<$BlogRSDURL$>

Friday, November 05, 2004

The wit and wisdom of Arundhati Roy 

Last year, it was Palestinian negotiator Hannah Ashrawi. This year, another worthy recipient of the $50,000 Sydney Peace Prize is the Indian novelist and activist Arundhati Roy, who as Australia's ABC notes "[r]ecently encouraged Australians to vote against John Howard because of his decision to go to war in Iraq... [and] also urged people to join the Iraqi resistance." No, not that resistance, as the recipient explains:
"One wasn't urging them to join the Mehdi Army, you know, but to become the resistance, to become part of what ought to be a non-violent resistance against a very violent occupation. So that is to redefine what resistance means, you know, we can't just assume that resistance means terrorism, because that would be playing right into the hands of the occupation."
Non-violent resistance in Iraq? Then one was obviously urging them to join non-existent resistance. Can't seem to find too many people in Iraq going on hunger strikes and singing "We shall not be moved."

As an Indian news service reminds us, "Roy... previously branded US President George W Bush as a 'terrorist' and described Australia's military presence in Iraq as 'inexcusable'. She has also accused Australia of genocide over what she believes to be its mistreatment of Aborigines is reportedly planning to donate her $50,000 peace prize to Aboriginal political activists."

Ah, remember how Roy had rallied against the oppression and genocide in Saddam's Iraq?

Neither can I.

I guess Iraq wasn't then "in the front lines of empire" which is all that matters. You can read Roy's acceptance speech here. It's full of insightful geo-politico-economic analysis like this:
"It has been only a few weeks since a majority of Australians voted to re-elect Prime Minister John Howard who, among other things, led Australia to participate in the illegal invasion and occupation of Iraq. The invasion of Iraq will surely go down in history as one of the most cowardly wars ever fought. It was a war in which a band of rich nations, armed with enough nuclear weapons to destroy the world several times over, rounded on a poor nation, falsely accused it of having nuclear weapons, used the United Nations to force it to disarm, then invaded it, occupied it and are now in the process of selling it.

"I speak of Iraq, not because everybody is talking about it, (sadly at the cost of leaving other horrors in other places to unfurl in the dark), but because it is a sign of things to come. Iraq marks the beginning of a new cycle. It offers us an opportunity to watch the Corporate-Military cabal that has come to be known as 'Empire' at work. In the new Iraq the gloves are off."
I would have thought that this sort of early-to-middle previous century theorising has been buried under the rubble of the Berlin Wall, but obviously the trendies of Sydney still find it an appealing insight. Roy's "God of small things" I'm sure looks favourably on the left's moral sense

|

This page is powered by Blogger. Isn't yours?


• **What you have to do**: What is the number of lines in the data holding the word "Vega"? Give that number by itself.

━━━ Supplied records ━━━

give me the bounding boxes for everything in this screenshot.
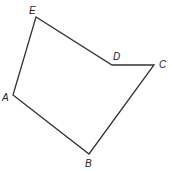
pentagon-diagram: A B C D E [0,0,171,171]
vertex-label-d: D [113,51,120,62]
vertex-label-a: A [1,92,9,103]
vertex-label-c: C [159,59,167,70]
vertex-label-e: E [29,5,36,16]
pentagon-outline [13,17,154,154]
vertex-label-b: B [85,158,92,169]
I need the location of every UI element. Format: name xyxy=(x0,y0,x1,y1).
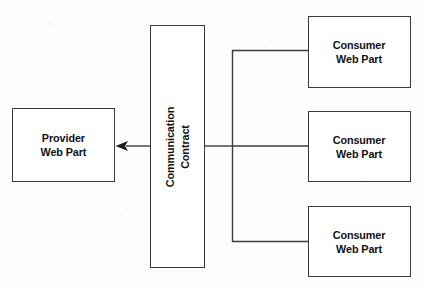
provider-web-part-node[interactable]: Provider Web Part xyxy=(12,108,115,182)
diagram-canvas: Provider Web Part Communication Contract… xyxy=(0,0,423,291)
consumer-web-part-node-2[interactable]: Consumer Web Part xyxy=(308,111,411,182)
consumer-web-part-node-3[interactable]: Consumer Web Part xyxy=(308,206,411,277)
consumer-web-part-node-1[interactable]: Consumer Web Part xyxy=(308,16,411,88)
communication-contract-node[interactable]: Communication Contract xyxy=(150,25,205,268)
consumer-web-part-label-3: Consumer Web Part xyxy=(333,228,386,256)
consumer-web-part-label-2: Consumer Web Part xyxy=(333,133,386,161)
provider-web-part-label: Provider Web Part xyxy=(41,131,87,159)
consumer-web-part-label-1: Consumer Web Part xyxy=(333,38,386,66)
communication-contract-label: Communication Contract xyxy=(163,106,193,186)
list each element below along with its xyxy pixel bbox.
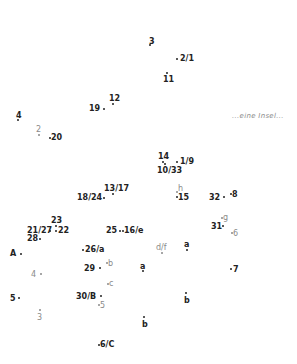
dot-point-icon[interactable] <box>103 197 105 199</box>
dot-point-icon[interactable] <box>18 297 20 299</box>
dot-label: 20 <box>51 133 62 142</box>
dot-point-icon[interactable] <box>100 295 102 297</box>
dot-label: 18/24 <box>77 193 102 202</box>
dot-point-icon[interactable] <box>230 268 232 270</box>
dot-label: 16/e <box>124 226 143 235</box>
dot-point-icon[interactable] <box>186 249 188 251</box>
dot-point-icon[interactable] <box>99 267 101 269</box>
dot-point-icon[interactable] <box>55 225 57 227</box>
dot-label: d/f <box>156 243 167 252</box>
dot-label: 1/9 <box>180 157 194 166</box>
dot-label: 10/33 <box>157 166 182 175</box>
dot-point-icon[interactable] <box>185 292 187 294</box>
dot-label: h <box>178 184 183 193</box>
dot-point-icon[interactable] <box>39 309 41 311</box>
dot-label: 26/a <box>85 245 104 254</box>
dot-label: 25 <box>106 226 117 235</box>
dot-point-icon[interactable] <box>103 108 105 110</box>
dot-point-icon[interactable] <box>38 134 40 136</box>
dot-label: 2 <box>36 125 41 134</box>
dot-point-icon[interactable] <box>112 103 114 105</box>
dot-label: 23 <box>51 216 62 225</box>
dot-label: a <box>184 240 189 249</box>
dot-point-icon[interactable] <box>176 161 178 163</box>
connect-the-dots-puzzle: ...eine Insel... 32/11112194220141/910/3… <box>0 0 297 364</box>
dot-label: 30/B <box>76 292 96 301</box>
dot-label: 6 <box>233 229 238 238</box>
dot-label: 11 <box>163 75 174 84</box>
dot-label: b <box>108 259 113 268</box>
dot-label: 12 <box>109 94 120 103</box>
dot-label: 32 <box>209 193 220 202</box>
dot-label: 8 <box>232 190 238 199</box>
dot-point-icon[interactable] <box>222 225 224 227</box>
dot-label: a <box>140 262 145 271</box>
dot-point-icon[interactable] <box>161 252 163 254</box>
dot-point-icon[interactable] <box>39 238 41 240</box>
dot-label: 5 <box>10 294 16 303</box>
dot-label: 28 <box>27 234 38 243</box>
dot-label: 19 <box>89 104 100 113</box>
dot-label: 15 <box>178 193 189 202</box>
dot-point-icon[interactable] <box>166 72 168 74</box>
dot-label: 4 <box>31 270 36 279</box>
dot-label: 7 <box>233 265 239 274</box>
dot-point-icon[interactable] <box>176 58 178 60</box>
dot-label: A <box>10 249 16 258</box>
dot-point-icon[interactable] <box>143 316 145 318</box>
dot-point-icon[interactable] <box>40 273 42 275</box>
dot-label: 6/C <box>100 340 114 349</box>
dot-label: 22 <box>58 226 69 235</box>
dot-label: 2/1 <box>180 54 194 63</box>
dot-label: 3 <box>149 37 155 46</box>
dot-label: 13/17 <box>104 184 129 193</box>
dot-label: b <box>184 296 190 305</box>
dot-point-icon[interactable] <box>20 253 22 255</box>
dot-label: 4 <box>16 111 22 120</box>
dot-label: b <box>142 320 148 329</box>
puzzle-caption: ...eine Insel... <box>232 112 284 120</box>
dot-label: 31 <box>211 222 222 231</box>
dot-label: c <box>109 279 113 288</box>
dot-point-icon[interactable] <box>55 230 57 232</box>
dot-point-icon[interactable] <box>119 230 121 232</box>
dot-point-icon[interactable] <box>164 163 166 165</box>
dot-label: 29 <box>84 264 95 273</box>
dot-point-icon[interactable] <box>82 249 84 251</box>
dot-label: 5 <box>100 301 105 310</box>
dot-point-icon[interactable] <box>223 196 225 198</box>
dot-label: 14 <box>158 152 169 161</box>
dot-label: g <box>223 213 228 222</box>
dot-label: 3 <box>37 313 42 322</box>
dot-point-icon[interactable] <box>112 193 114 195</box>
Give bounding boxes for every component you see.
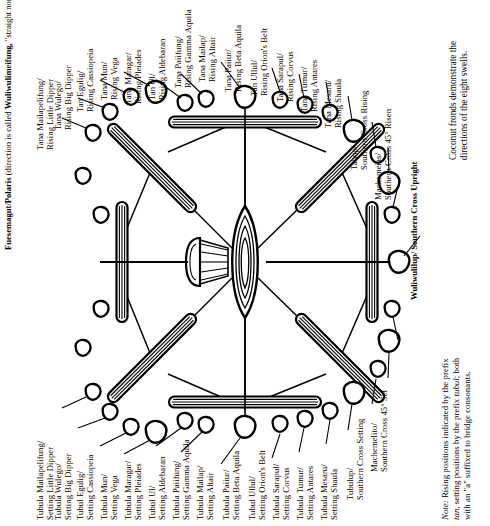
label-rising-10: Tana Sarapul/Rising Corvus (276, 51, 295, 102)
label-setting-9: Tubul Ullul/Setting Orion's Belt (248, 450, 267, 520)
label-setting-10: Tubula Sarapul/Setting Corvus (272, 464, 291, 520)
label-rising-9: Tan Ullul/Rising Orion's Belt (250, 28, 269, 96)
label-rising-8: Tana Paiiur/Rising Beta Aquila (224, 25, 243, 92)
label-rising-3: Tana Mun/Rising Vega (100, 57, 119, 100)
polaris-annotation: Fuesemagut/Polaris (direction is called … (4, 0, 14, 250)
label-rising-4: Tana Maragar/Rising Pleiades (124, 49, 143, 104)
note-lead: Note: (440, 500, 450, 520)
figure-caption: Coconut fronds demonstrate the direction… (448, 41, 471, 160)
label-rising-14: Machemeias/Southern Cross 45° Risen (374, 109, 393, 200)
label-setting-7: Tubula Mailap/Setting Altair (196, 466, 215, 520)
note-italic-tan: tan (451, 509, 461, 520)
label-setting-5: Tubul Ul/Setting Aldebaran (148, 456, 167, 520)
label-setting-14: Machemelito/Southern Cross 45° Set (370, 390, 389, 472)
label-rising-2: Tan Egulig/Rising Cassiopeia (76, 48, 95, 112)
label-setting-11: Tubula Tumur/Setting Antares (296, 466, 315, 520)
label-setting-2: Tubul Egulig/Setting Cassiopeia (76, 454, 95, 520)
label-rising-5: Tan Ul/Rising Aldebaran (148, 38, 167, 100)
label-rising-11: Tana Tumur/Rising Antares (300, 60, 319, 112)
label-setting-8: Tubula Paiiur/Setting Beta Aquila (222, 451, 241, 520)
label-setting-1: Tubula Wulego/Setting Big Dipper (54, 453, 73, 520)
label-rising-6: Tana Paiifung/Rising Gamma Aquila (174, 9, 193, 88)
label-setting-12: Tubula Mesaru/Setting Shaula (320, 464, 339, 520)
label-rising-7: Tana Mailap/Rising Altair (198, 35, 217, 82)
figure-canvas: Tana Mailapelifung/Rising Little Dipper … (0, 0, 490, 526)
note-italic-tubul: tubul (451, 378, 461, 396)
southern-cross-upright-annotation: Wuliwulilup/ Southern Cross Upright (410, 162, 420, 300)
figure-note: Note: Rising positions indicated by the … (440, 358, 474, 520)
label-setting-3: Tubula Mun/Setting Vega (100, 474, 119, 520)
label-rising-12: Tana Mesaru/Rising Shaula (324, 79, 343, 128)
label-setting-4: Tubula Maragar/Setting Pleiades (124, 461, 143, 520)
label-rising-13: Tahup/Southern Cross Rising (350, 91, 369, 170)
label-setting-6: Tubula Paiifung/Setting Gamma Aquila (172, 439, 191, 520)
label-rising-1: Tana Wulego/Rising Big Dipper (54, 65, 73, 130)
label-setting-13: Tubulup/Southern Cross Setting (346, 419, 365, 500)
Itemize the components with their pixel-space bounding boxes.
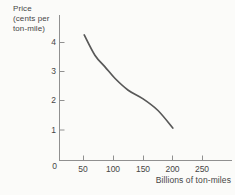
demand-curve: [84, 35, 173, 128]
origin-label: 0: [44, 161, 57, 171]
y-tick-label-2: 2: [40, 95, 56, 106]
x-tick-label-50: 50: [68, 164, 98, 174]
x-axis-title: Billions of ton-miles: [156, 175, 231, 185]
x-tick-label-200: 200: [158, 164, 188, 174]
x-axis-ticks: [84, 156, 203, 161]
x-tick-label-250: 250: [187, 164, 217, 174]
y-tick-label-4: 4: [40, 37, 56, 48]
y-axis-ticks: [60, 43, 65, 131]
demand-curve-figure: Price (cents per ton-mile) 4 3 2 1 0 50 …: [0, 0, 235, 195]
y-tick-label-1: 1: [40, 125, 56, 136]
y-tick-label-3: 3: [40, 66, 56, 77]
x-tick-label-100: 100: [98, 164, 128, 174]
x-tick-label-150: 150: [128, 164, 158, 174]
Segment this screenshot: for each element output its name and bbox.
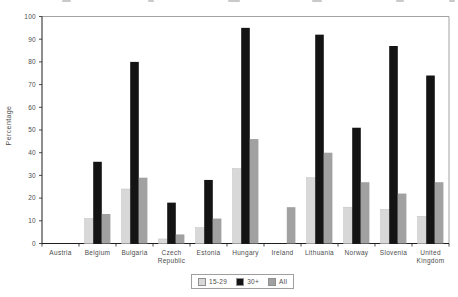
svg-text:Slovenia: Slovenia — [380, 249, 407, 256]
chart-legend: 15-29 30+ All — [191, 274, 294, 289]
y-axis-title: Percentage — [5, 95, 12, 157]
svg-text:Hungary: Hungary — [232, 249, 259, 257]
svg-text:Austria: Austria — [49, 249, 71, 256]
legend-item-15-29: 15-29 — [198, 278, 227, 286]
svg-text:90: 90 — [28, 36, 36, 43]
svg-text:Kingdom: Kingdom — [417, 257, 445, 265]
svg-text:20: 20 — [28, 194, 36, 201]
svg-text:United: United — [420, 249, 441, 256]
legend-label-30plus: 30+ — [247, 278, 259, 285]
svg-text:Ireland: Ireland — [272, 249, 294, 256]
svg-text:Bulgaria: Bulgaria — [121, 249, 147, 257]
legend-label-all: All — [279, 278, 287, 285]
legend-item-30plus: 30+ — [236, 278, 259, 286]
legend-swatch-30plus — [236, 278, 244, 286]
svg-text:10: 10 — [28, 217, 36, 224]
svg-text:Republic: Republic — [158, 257, 186, 265]
legend-item-all: All — [268, 278, 287, 286]
legend-swatch-15-29 — [198, 278, 206, 286]
svg-text:Estonia: Estonia — [197, 249, 221, 256]
svg-text:80: 80 — [28, 58, 36, 65]
svg-text:Lithuania: Lithuania — [305, 249, 334, 256]
svg-text:Czech: Czech — [162, 249, 182, 256]
svg-text:100: 100 — [24, 13, 36, 20]
scanned-chart-page: 0102030405060708090100AustriaBelgiumBulg… — [0, 0, 458, 297]
svg-text:70: 70 — [28, 81, 36, 88]
bar-chart-canvas: 0102030405060708090100AustriaBelgiumBulg… — [0, 0, 458, 297]
svg-text:30: 30 — [28, 172, 36, 179]
legend-label-15-29: 15-29 — [209, 278, 227, 285]
svg-text:60: 60 — [28, 104, 36, 111]
svg-text:Norway: Norway — [345, 249, 369, 257]
svg-text:0: 0 — [32, 240, 36, 247]
legend-swatch-all — [268, 278, 276, 286]
svg-text:Belgium: Belgium — [85, 249, 111, 257]
svg-text:40: 40 — [28, 149, 36, 156]
svg-text:50: 50 — [28, 126, 36, 133]
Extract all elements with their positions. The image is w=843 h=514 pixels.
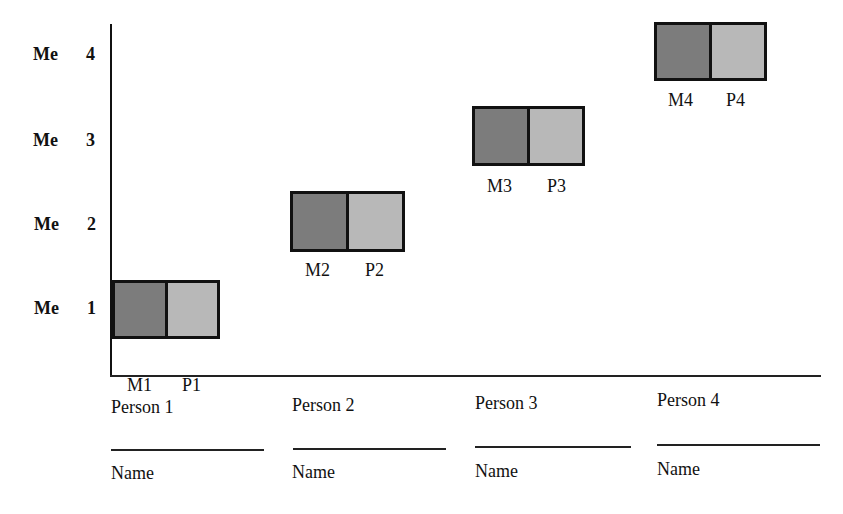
y-label-me-3: Me 3 — [33, 130, 113, 152]
y-label-prefix: Me — [33, 44, 58, 65]
m-cell-4 — [657, 25, 712, 78]
name-caption-3: Name — [475, 461, 518, 482]
m-label-1: M1 — [127, 375, 152, 396]
mp-box-1 — [112, 280, 220, 339]
name-caption-1: Name — [111, 463, 154, 484]
y-label-prefix: Me — [33, 130, 58, 151]
p-label-3: P3 — [547, 176, 566, 197]
y-label-me-4: Me 4 — [33, 44, 113, 66]
m-cell-2 — [293, 194, 349, 249]
name-caption-4: Name — [657, 459, 700, 480]
y-label-number: 2 — [87, 214, 96, 235]
person-label-4: Person 4 — [657, 390, 720, 411]
y-label-me-1: Me 1 — [34, 298, 114, 320]
p-cell-1 — [168, 283, 218, 336]
name-line-1[interactable] — [111, 449, 264, 451]
m-label-3: M3 — [487, 176, 512, 197]
y-label-prefix: Me — [34, 214, 59, 235]
y-label-number: 4 — [86, 44, 95, 65]
person-label-3: Person 3 — [475, 393, 538, 414]
y-label-me-2: Me 2 — [34, 214, 114, 236]
m-label-2: M2 — [305, 260, 330, 281]
mp-box-4 — [654, 22, 767, 81]
p-cell-3 — [530, 109, 582, 163]
p-cell-4 — [712, 25, 764, 78]
name-line-4[interactable] — [657, 444, 820, 446]
name-caption-2: Name — [292, 462, 335, 483]
y-label-number: 3 — [86, 130, 95, 151]
name-line-2[interactable] — [293, 448, 446, 450]
p-label-1: P1 — [182, 375, 201, 396]
m-cell-3 — [475, 109, 530, 163]
person-label-2: Person 2 — [292, 395, 355, 416]
p-label-4: P4 — [726, 90, 745, 111]
m-label-4: M4 — [668, 90, 693, 111]
y-label-prefix: Me — [34, 298, 59, 319]
m-cell-1 — [115, 283, 168, 336]
p-label-2: P2 — [365, 260, 384, 281]
p-cell-2 — [349, 194, 402, 249]
mp-box-2 — [290, 191, 405, 252]
y-label-number: 1 — [87, 298, 96, 319]
x-axis-line — [110, 375, 821, 377]
name-line-3[interactable] — [475, 446, 631, 448]
person-label-1: Person 1 — [111, 397, 174, 418]
mp-box-3 — [472, 106, 585, 166]
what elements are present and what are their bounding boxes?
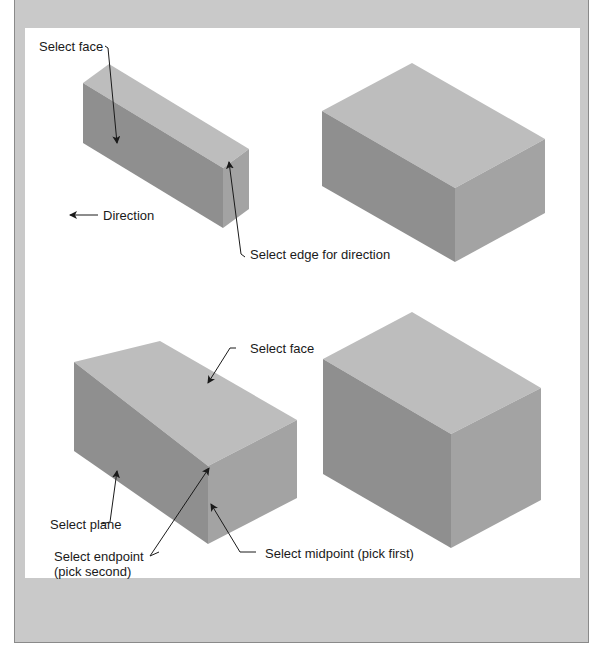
label-pick-second: (pick second) [54, 564, 131, 579]
label-select-endpoint: Select endpoint [54, 549, 144, 564]
label-direction: Direction [103, 208, 154, 223]
box-bottom-right [323, 312, 541, 548]
label-select-face-bottom: Select face [250, 341, 314, 356]
box-bottom-left [74, 341, 297, 544]
label-select-plane: Select plane [50, 517, 122, 532]
label-select-midpoint: Select midpoint (pick first) [265, 546, 414, 561]
label-select-face-top: Select face [39, 39, 103, 54]
label-select-edge: Select edge for direction [250, 247, 390, 262]
box-top-left [83, 64, 249, 228]
box-top-right [322, 63, 545, 262]
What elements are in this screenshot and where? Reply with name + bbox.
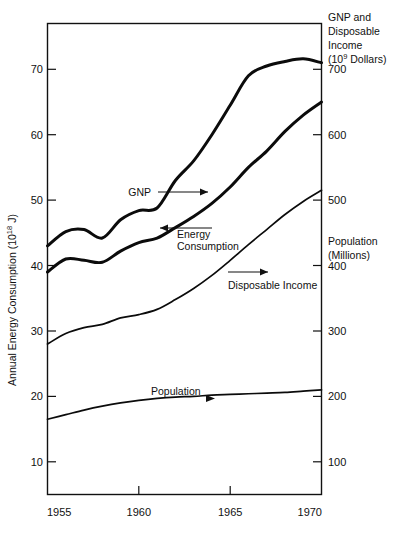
annotation-energy-consumption-label-line1: Energy (177, 228, 211, 240)
x-tick-label-1970: 1970 (298, 506, 322, 518)
annotation-gnp-label: GNP (128, 186, 151, 198)
right-title-line-4: (109 Dollars) (328, 52, 386, 65)
right-tick-label-300: 300 (328, 325, 346, 337)
right-title-line-3: Income (328, 39, 363, 51)
multi-series-line-chart: 70 60 50 40 30 20 10 Annual Energy Consu… (0, 0, 407, 552)
x-tick-label-1965: 1965 (218, 506, 242, 518)
left-axis-title-main: Annual Energy Consumption (10 (6, 234, 18, 386)
right-title-line-1: GNP and (328, 11, 371, 23)
left-tick-label-40: 40 (31, 260, 43, 272)
x-tick-label-1955: 1955 (47, 506, 71, 518)
right-title-line-2: Disposable (328, 25, 380, 37)
left-tick-label-50: 50 (31, 194, 43, 206)
svg-text:Annual Energy Consumption (101: Annual Energy Consumption (1018 J) (5, 214, 18, 386)
right-tick-label-600: 600 (328, 129, 346, 141)
right-tick-label-100: 100 (328, 456, 346, 468)
left-axis-title: Annual Energy Consumption (1018 J) (5, 214, 18, 386)
right-title-line-4-post: Dollars) (347, 53, 386, 65)
left-tick-label-20: 20 (31, 390, 43, 402)
right-tick-label-400: 400 (328, 260, 346, 272)
right-title-line-4-pre: (10 (328, 53, 343, 65)
left-tick-label-70: 70 (31, 63, 43, 75)
chart-background (0, 0, 407, 552)
x-tick-label-1960: 1960 (127, 506, 151, 518)
population-axis-title-line-1: Population (328, 235, 378, 247)
left-tick-label-60: 60 (31, 129, 43, 141)
right-tick-label-700: 700 (328, 63, 346, 75)
left-tick-label-30: 30 (31, 325, 43, 337)
left-axis-title-exponent: 18 (5, 226, 14, 234)
left-tick-label-10: 10 (31, 456, 43, 468)
left-axis-title-tail: J) (6, 214, 18, 226)
figure-container: 70 60 50 40 30 20 10 Annual Energy Consu… (0, 0, 407, 552)
annotation-disposable-income-label: Disposable Income (228, 279, 317, 291)
annotation-energy-consumption-label-line2: Consumption (177, 240, 239, 252)
annotation-population-label: Population (151, 385, 201, 397)
right-tick-label-500: 500 (328, 194, 346, 206)
population-axis-title-line-2: (Millions) (328, 249, 370, 261)
right-tick-label-200: 200 (328, 390, 346, 402)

━━━

• **Output for this task**: 2